Published on May 24, 2019 |

Whether you’re a business leader or a project manager, if you deal with people, you’re dealing in behavioral science. And there’s no better industry served by behavioral science than the service industry itself.

With any service encounter, perception is reality. What matters most to the consumer is he or she interprets the interaction. Fortunately, behavioral science can make sense of how these perceptions are formed. By studying how people respond to the sequence and duration of events, and by interpreting how they are rationalized in the perception of the customer, behavioral science can uncover insights that give your service initiatives an edge.

Know the Sequence

The sequence of events in an interaction greatly affects the recipient’s perception of their encounter. When someone recalls an experience, they only remember a few vivid pieces. From these snapshots, they make an assessment of how an experience went. This assessment is based on three factors: the trend of pain or pleasure, the high points and low points, and the ending.

Behavioral science also shows people prefer a sequence that improves over time, rather than worsens, even if the net gain of the high-to-low experience is greater than that of the low-to-high. And of course, a terrible ending usually dominates an individual’s perception of an experience.

Control the Duration

Three things are certain about how duration affects one’s perception of an event. One, people who are engaged in a task don’t realize how long it takes. Two, when asked to recall the passage of time, people overestimate. And three, increasing the number of segments (e.g., phases, scenes, commercials) in an encounter lengthens its perceived duration.

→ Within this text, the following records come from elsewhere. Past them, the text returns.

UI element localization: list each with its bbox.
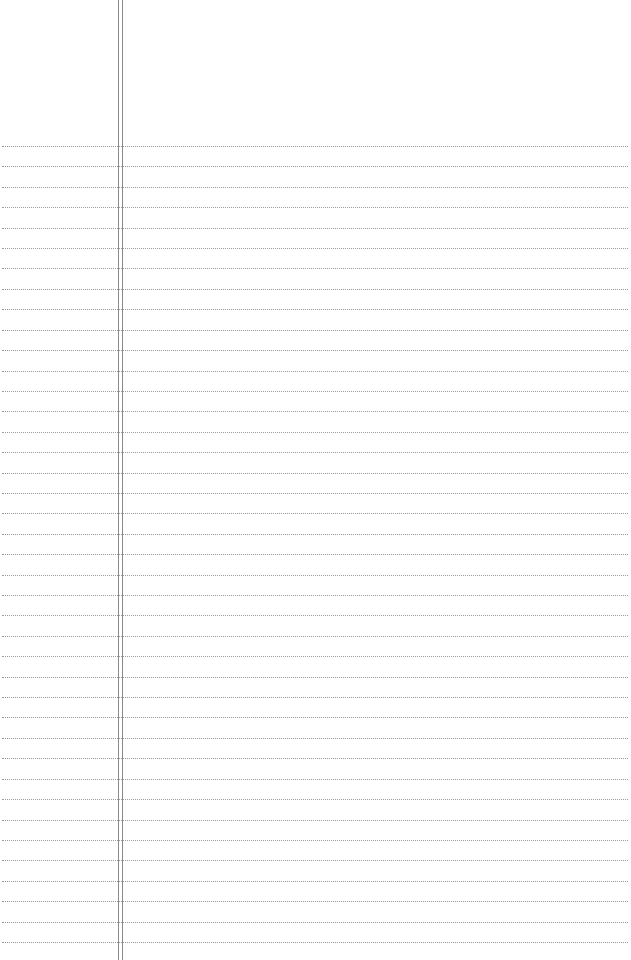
ruled-line xyxy=(2,615,628,616)
ruled-line xyxy=(2,758,628,759)
ruled-line xyxy=(2,411,628,412)
ruled-line xyxy=(2,901,628,902)
ruled-line xyxy=(2,432,628,433)
ruled-line xyxy=(2,493,628,494)
ruled-line xyxy=(2,146,628,147)
lined-paper-page xyxy=(0,0,631,960)
ruled-line xyxy=(2,187,628,188)
ruled-line xyxy=(2,922,628,923)
ruled-line xyxy=(2,371,628,372)
ruled-line xyxy=(2,534,628,535)
ruled-line xyxy=(2,820,628,821)
ruled-line xyxy=(2,636,628,637)
ruled-line xyxy=(2,309,628,310)
ruled-line xyxy=(2,799,628,800)
margin-line xyxy=(122,0,123,960)
ruled-line xyxy=(2,330,628,331)
ruled-line xyxy=(2,677,628,678)
ruled-line xyxy=(2,595,628,596)
ruled-line xyxy=(2,840,628,841)
ruled-line xyxy=(2,717,628,718)
ruled-line xyxy=(2,738,628,739)
ruled-line xyxy=(2,166,628,167)
ruled-line xyxy=(2,554,628,555)
ruled-line xyxy=(2,860,628,861)
ruled-line xyxy=(2,881,628,882)
ruled-line xyxy=(2,391,628,392)
margin-line xyxy=(118,0,119,960)
header-blank-area xyxy=(0,0,631,140)
ruled-line xyxy=(2,207,628,208)
ruled-line xyxy=(2,513,628,514)
ruled-line xyxy=(2,248,628,249)
ruled-line xyxy=(2,228,628,229)
ruled-line xyxy=(2,575,628,576)
ruled-line xyxy=(2,656,628,657)
ruled-line xyxy=(2,779,628,780)
ruled-line xyxy=(2,473,628,474)
ruled-line xyxy=(2,942,628,943)
ruled-line xyxy=(2,350,628,351)
ruled-line xyxy=(2,452,628,453)
ruled-line xyxy=(2,697,628,698)
ruled-line xyxy=(2,289,628,290)
ruled-line xyxy=(2,268,628,269)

An interesting note about time: duration influences one’s perception of an interaction only when the time elapsed is much shorter or longer than expected.

Help Rationalize the Experience

People seek to make sense of an event by rationalizing what they experience. If they can’t infer an explanation for something—often unexpected—they’ll come up with one on their own. Behavioral scientists call this “counterfactual thinking,” and it happens in one of three ways.

First, people often tie a single outcome to one large event, rather than many smaller ones, even if the smaller events amount to more time, disappointment, or reward than the one large event. Second, people also blame deviations from the norm for unexpected outcomes. And finally, people tend to ascribe blame to individuals, not machines, processes, or natural phenomena, even when it is most likely—if not entirely—out of one person’s control.